The Building Blocks of Mission-in-Practice
I did some collaboration recently with my friends at Trinity Grace Church Williamsburg, to help them develop a number of "Community Renewal Projects," which were basically small-scale social impact programs that could be designed, launched, and supported from within the church, for the community. I thought it was a great model, so I spent some time thinking about how to develop a framework that could help almost anyone launch a small-scale impact program in their neighborhood.
I'd done some previous work on this, developing a "Ministry Design Canvas," similar to the various typologies of Business Model Canvases and Value Proposition Development tools, and all of that. But I wanted to simplify it, and optimize for coherence and comprehension. So, it looks like this:
So let me give a few sentences on each of the 6 boxes. The top three boxes have to do with designing the "concept" of your program and impact model, and the bottom three boxes have to do with the "execution" of your program. The great thing about a canvas, like this, is that it's non-linear and non-sequential: you can start with whichever "knowns" you have, and work toward the unknowns.
1. Human
Who is this program for? Can you name a specific person? This is typical audience segmentation, trying to get a specific as possible about the beneficiary you are designing for. This specificity is super important to move into any sort of empathy-mapping or need-identification, because if you're not focused the right segment, the insights and conclusions about their world are going to get blurry.
2. Value
This is basic value proposition design. This requires some "sensemaking," because what people value isn't always obvious, and in an impact-environment, it's not always as simple as "what they would pay for." This takes some real work, to identify types of value that intrinsically energize and mobilize your audience.
3. Change
What's the imagined outcome? Spending some time dreaming is usually good in a design space, to pull from people their latent expectations around what difference it will make. Framing this as a before/after is really helpful, and opening imaginative, divergent space is good for creating excitement and buy-in. Maybe the future really could be substantially better.
4. Resources
What do we have in our hands? Do we have particular facilities, particular talents or giftings or skills among ourselves, or particular creative resources of some other type? Without moving too quickly into constraints-thinking, it's helpful to start to map the "assets" available to you, especially the hidden ones. There might be some surprises.
5. Partners
Who else might want to help? When you identify the audience and the imagined outcome, it's not hard to zoom out a bit further, and find adjacent groups (whether completely values-aligned or not) who might also have a stake in seeing that outcome come to pass. Finding adjacent partners is a great way to widen the resource base, and specialize your own resources.
6. Metrics
This is the space of measurement - what are we looking for to see that the change has happened? I've found that using the language of milestones and celebrations is helpful here, and sustains good energy. What you celebrate is what people aim for and what gets improved - so what will your program celebrate, that indicates you're making progress?
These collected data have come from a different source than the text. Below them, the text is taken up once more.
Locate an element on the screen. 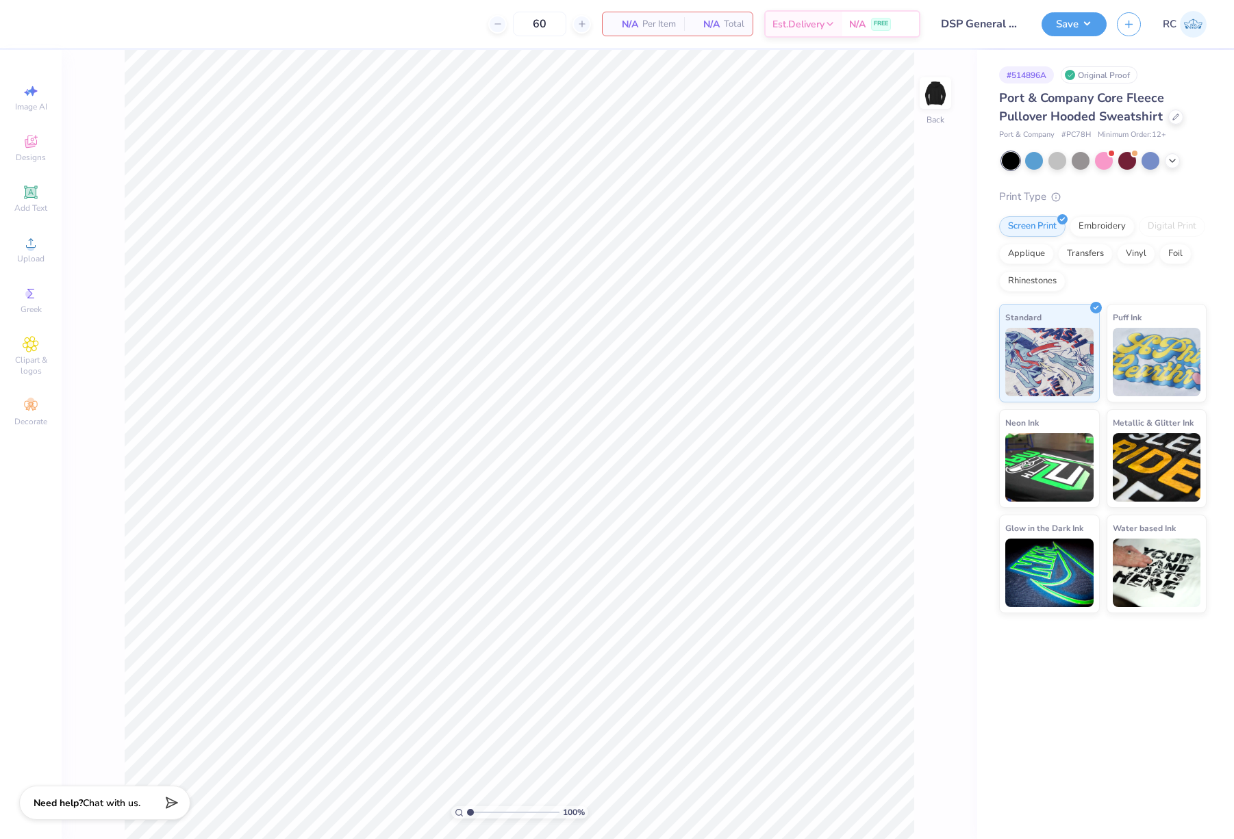 Image resolution: width=1234 pixels, height=839 pixels. span: Metallic & Glitter Ink is located at coordinates (1153, 422).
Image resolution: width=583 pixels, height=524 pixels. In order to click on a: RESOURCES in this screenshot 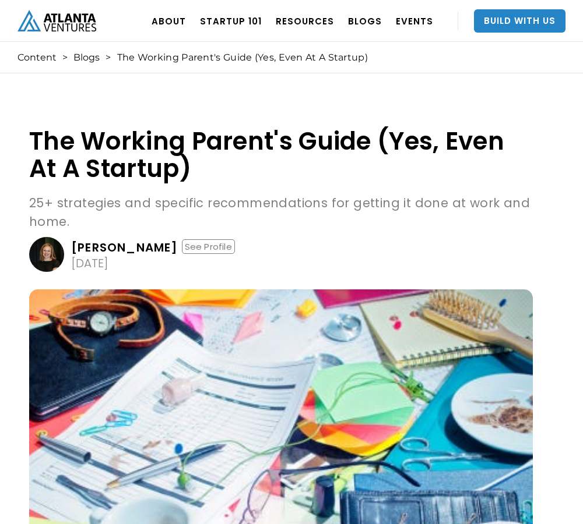, I will do `click(305, 21)`.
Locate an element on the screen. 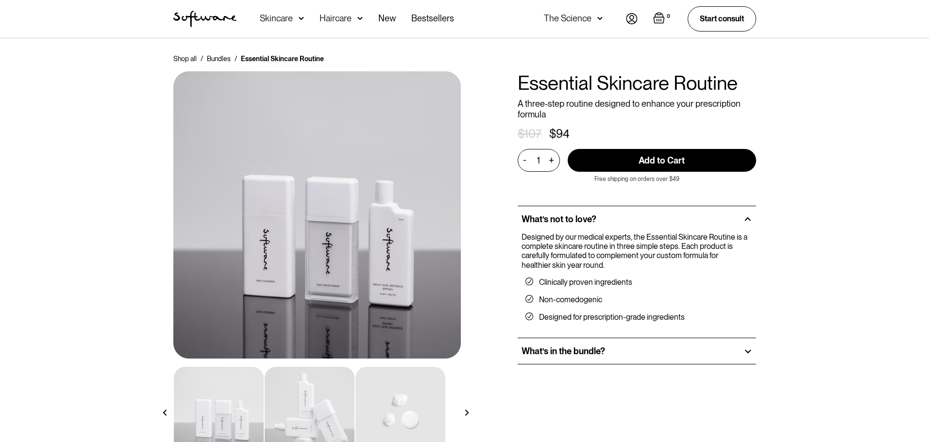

The projects turned out great - one focusing on supporting low-income single mothers in the neighborhood, another for increasing involvement with the New York City foster care system, another using their community space for free yoga and mindfulness classes, and another using music and sound engineering to help neighborhood teenagers produce their own rap songs. Seeing the creativity here was great, and I think this could work in a number of different contexts.
___
If you'd like to download the whole framework deck, shoot me an email here.